Mom who stabbed, decapitated daughter because girl ‘asked for cereal’ gets life in prison without parole



Krystle Villanueva, 27, was found guilty of capital murder and assault with a deadly weapon.(Hays County Jail)
A deranged Texas woman who stabbed and decapitated her 5-year-old daughter because the child “asked for cereal” will spend the rest of her life in prison after a jury found her guilty of capital murder on Thursday.
Krystle Villanueva, who also knifed her father-in-law in the gruesome 2017 assault, claimed during her two-week trial that she’d been “under the delusional belief” that the two victims had been replaced by clones and had to be killed to bring back her real family members, authorities said.
The Hays County SWAT team found the 27-year-old woman naked and freshly showered shortly after she killed Giovanna Hernandez and attacked the girl’s grandfather, who survived the stabbing.
The grisly assault happened about week after Villanueva, her daughter, her husband and his parents moved to a home in Kyle, a city near Austin and San Antonio.
“A case like this leaves an unforgettable mark on everyone involved, especially the child’s family," the county’s criminal district attorney, Wes Mau, said in a news release Thursday. “Every law enforcement member who worked on this case will forever be traumatized by what Ms. Villanueva did to her innocent daughter.”

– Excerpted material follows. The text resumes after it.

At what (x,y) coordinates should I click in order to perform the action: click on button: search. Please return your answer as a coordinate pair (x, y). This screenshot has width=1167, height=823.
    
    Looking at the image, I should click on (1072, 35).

The father-in-law, Eustorgio Arellano, called 911 on Jan. 5, 2017, to report that he had just fled his home because Villanueva stabbed him without warning in the back and head, according to the release.

The cold-blooded killer also called 911 from inside the home, telling dispatchers she had just murdered her daughter because “she asked for cereal,” authorities said. SWAT officers rushed to the scene and broke into the home, where found the Giovanna’s decapitated body in one of the bedrooms.

Villanueva’s blood testing later revealed she had alcohol and marijuana in her system.

Her defense team conceded that she killed her daughter and stabbed Arellano, but they tried to convince the jury to find her not guilty by reason of insanity.

Evidence presented at trial did show that the woman had previously been treated for mental issues, but such treatment “coincided with prior drug abuse,” according to the release. Prosecutors also noted that the symptoms she described at trial had never been observed in her before or after her arrest.

A psychiatric expert who testified for the defense team also concerned that marijuana use “can exacerbate existing mental conditions and interfere with treatment,” authorities said in the release.

The jury rejected the insanity defense and the judge who presided over the case sentenced her to life without parole for capital murder of a child under 10 and 20 years in prison for the aggravated assault with a deadly weapon against Arellano.